Full disclosure: I adore SARAH POLLEY. If you read this here blog you're probably well aware of all my isms, schemas and bugaboos about modern cinema; my hatred of gaudy bombastic formulae and my passionate, quiet love for the idiosyncratic. It's easy to damn the movie gods and shake your fist at the sky without a solution or example of a preferred route but I happen to have an example of the preferred route and her name is SARAH POLLEY. Here is a successful, intelligent and proficient artist who takes risks and explores the fringe without catering to spectacle or vanity. She's so damn dignified, in tune and self possessed, that I just want to buy her an ice cream cone; I almost feel that she'd let me. That's a real human face you're seeing on screen, those are real human teeth, real person eyes and real human emotions. Something about SARAH POLLEY makes every other film star look like a garish vaudeville cartoon. POLLEY is the last human on Earth in a world of vampires. I AM LEGEND is based on her life. Did I mention that I LOVE SARAH POLLEY with all that is left of my charcoal heart?
SPLICE is a great fit for POLLEY, its shell might distract you into thinking it's another sexy alien rampage dud like SPECIES but beneath the CGI shenanigans, primal, monumental emotions are stirred. This movie hit me on a level that I really wasn't prepared for. I'm going to try to explain how it made me feel and in the process I may also reveal that I have severe mental problems. Please do not call the guys with the nets to come and get me. This is between just you and I…
I have near constant nightmares that my cat is in danger and needs help and I can't help him. This has been going on forever.
(Also: Have you seen the footage of the pelican covered in oil? It means we're all going to burn in hell.)
Here's the thing people, and they won't teach you this in school, the bravest thing you can ever do in life is take on the responsibility of caring about some other creature's well being. I don't care if it's your dumb baby, your smooch partner or a goldfish, you're putting yourself in the position of being hurt and torn apart. SPLICE may pretend it's all about creating FRANKENSTEIN monsters that cannot be controlled but its real power comes from the HORROR of caring. As soon as POLLEY starts to care about the being she has created, she is screwed. There is no way things are going to work out well, she has very unscientifically opened her heart and her heart is doomed. The universe sees her heart as a dartboard.
There's a bunch of stuff in this movie about playing God (somebody's got to), gender identity and hipster apartment hunting but I really don't care about that stuff. I really loved how SPLICE makes you care and then makes you pay for it. I'm not sure if that was its intention or if I just need a vacation but I was really impressed by how it rakes maternal/paternal feelings and then just shoots them down without ever being too obvious about it. (There's also something here about POLLEY's character trying to correct her own upbringing and finding what a dead end that is that I found interesting as well.) Oh yeah, and I almost forgot, this is a horror movie and the ending really does deliver some tense scares. As you can tell this isn't so much a review as some random associations, if it was a review I'd give it a seriously high rating. On the surface it may seem like the standard mish-mash but there's something very special and different here kicking and screeching and determined to break through. In other words if you're like me and have spent the last year bitching about the government cheese that masquerades as cinema, go see SPLICE, it may cure your ills. As for me, I'm going to take a nap and inevitably dream of my poor cat covered in oil.
P.S. I think ADRIAN BRODY is in this movie too.
Without seeing Splice, I am going to recommend Prototype to you. It's a tv movie with Chris Plummer and David Morse that is a reworking of Frankenstein in a world of cyborgs. It's one of those movies where you see the awesome DVD art and think it's going to be some kind of Terminator rip-off and then you see these characters in such real ways… and then you get that ending and I cried and cried. Not even watching Car Wash afterwards could make my sadness disappear. In fact, just recommending the movie to you makes me want to cry a little. It's that good and surprising.
Splice sounds tre interesting. Thanks for the review. I loved it (as usual!)…
I haven't seen this yet, but your thoughts confirm a feeling I have had about it. The recent ads have given away some of the motherly-love aspects of Ms. Polley's character and it immediately evoked in me a sensation that this was a higher budget attempt at "It's Alive." I won't know until I see it whether or not that is a good thing.
Like you, I think that Sarah Polley can bring enough charm and grace to even the worst film to make it watchable. (Something I like to call the Henrisksen Factor.) So…. I look forward to it regardless of the end result for me. Great review!
Just saw it, it was good (not great). Would have appreciated a little more Cronenbergian-goodness. Also wish it explored the consequences of Polley's upbringing a little more. But, I too love Sarah Polley and will watch any movie she is involved in.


◆ Goal of the exercise:
Copy out the listing that follows, exactly, without its pictures.

------

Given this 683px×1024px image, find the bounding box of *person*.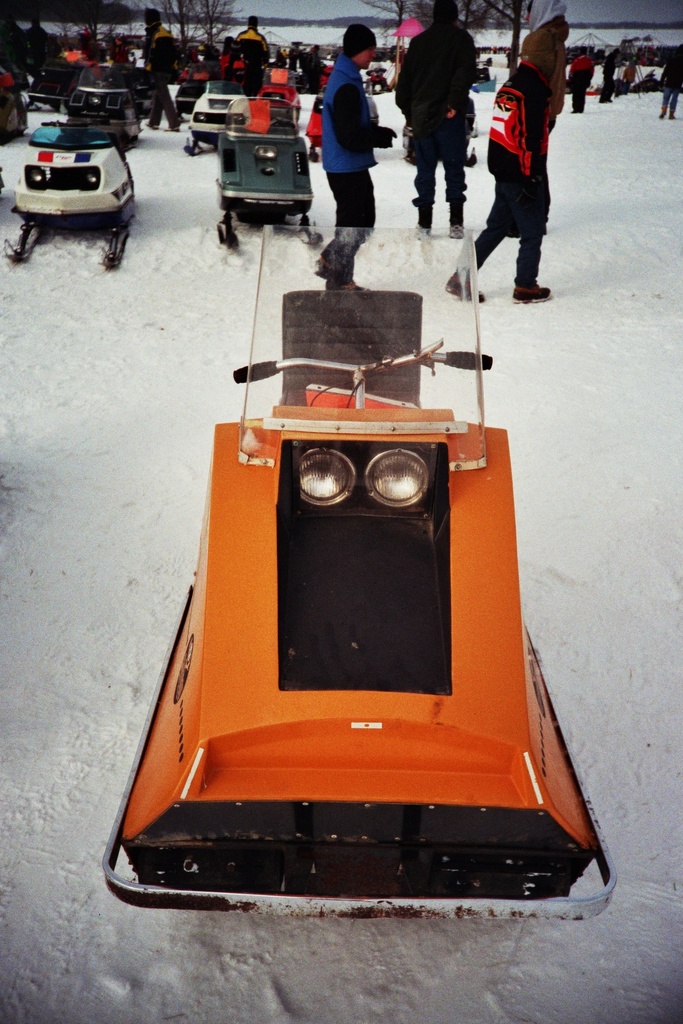
crop(470, 29, 555, 317).
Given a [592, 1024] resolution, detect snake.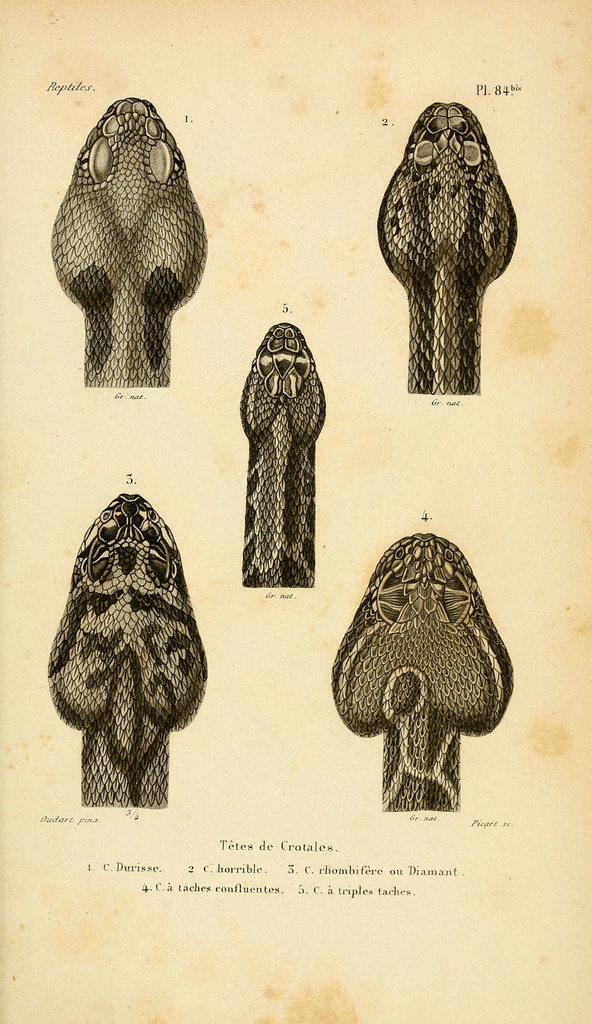
detection(240, 323, 326, 587).
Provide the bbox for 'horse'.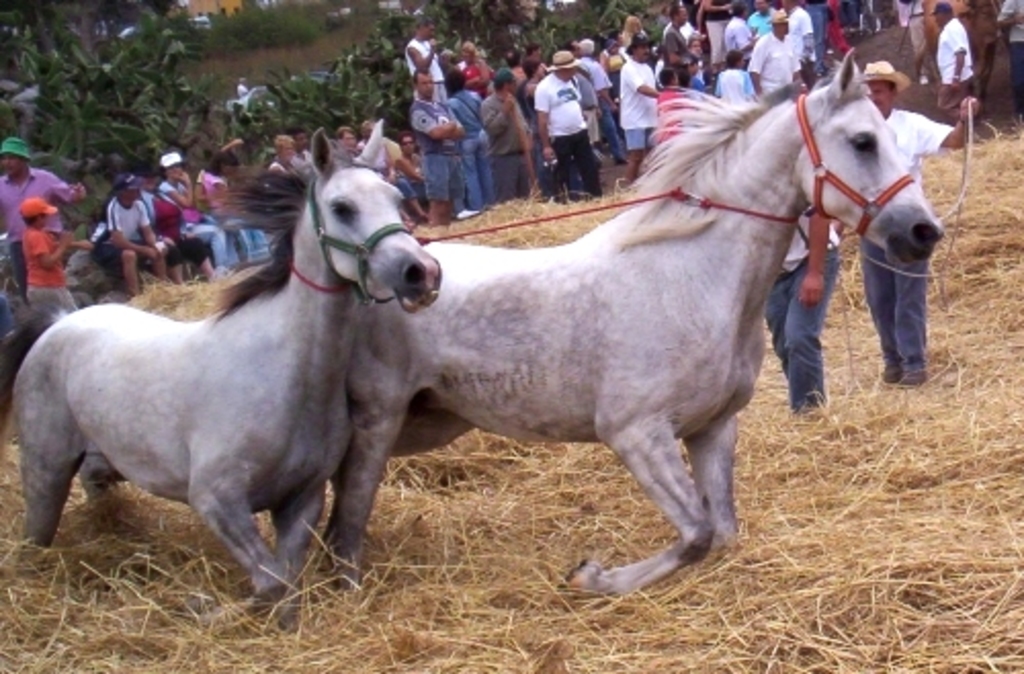
bbox=(0, 117, 446, 617).
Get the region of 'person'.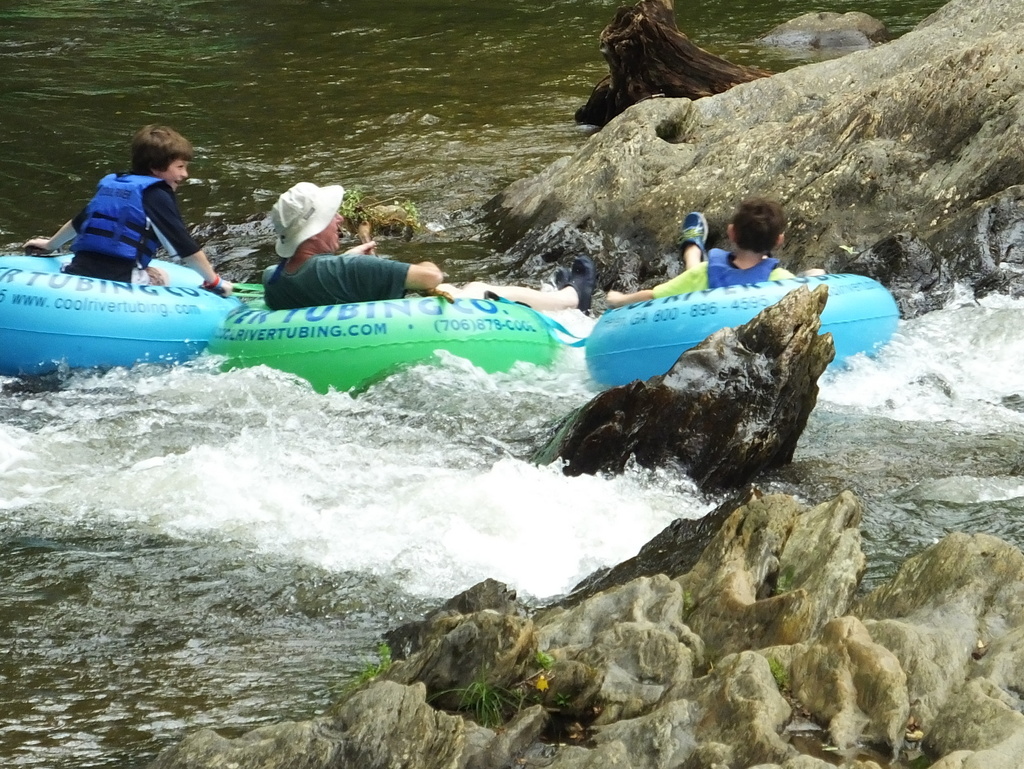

------

◆ Response area:
Given this 683px×1024px image, find the bounding box of *person*.
crop(470, 29, 555, 317).
Given a [592, 1024] resolution, detect snake.
detection(240, 323, 326, 587).
Provide the bbox for 'horse'.
bbox=(0, 117, 446, 617).
Get the region of 'person'.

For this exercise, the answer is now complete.